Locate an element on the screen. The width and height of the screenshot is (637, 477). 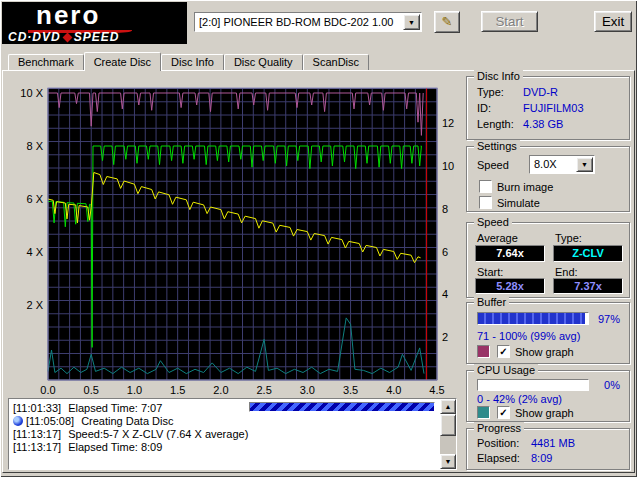
svg-text: 3.5 is located at coordinates (350, 390).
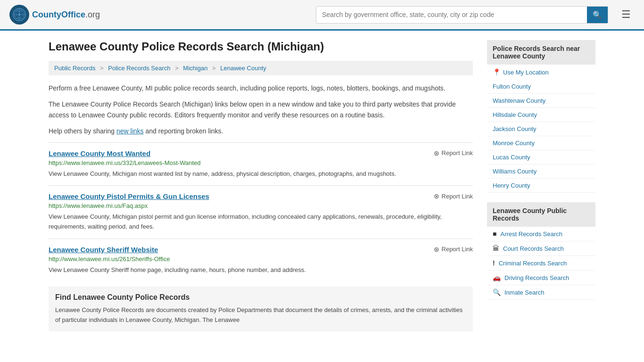  Describe the element at coordinates (184, 131) in the screenshot. I see `desc-para3-after: and reporting broken links.` at that location.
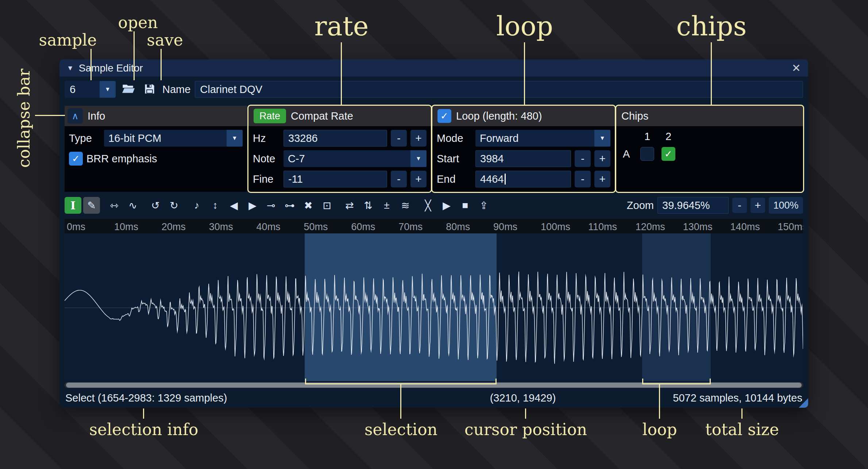 Image resolution: width=868 pixels, height=469 pixels. What do you see at coordinates (144, 414) in the screenshot?
I see `annotation-line-selection-info` at bounding box center [144, 414].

※ ※ ※

> [Your goal]:
Exclude the images and copy every record above exactly.

> [Output of the task]:
Locate an element on the screen. The width and height of the screenshot is (637, 477). 
svg-text: 3.5 is located at coordinates (350, 390).
  Describe the element at coordinates (184, 131) in the screenshot. I see `desc-para3-after: and reporting broken links.` at that location.
 Image resolution: width=868 pixels, height=469 pixels. What do you see at coordinates (144, 414) in the screenshot?
I see `annotation-line-selection-info` at bounding box center [144, 414].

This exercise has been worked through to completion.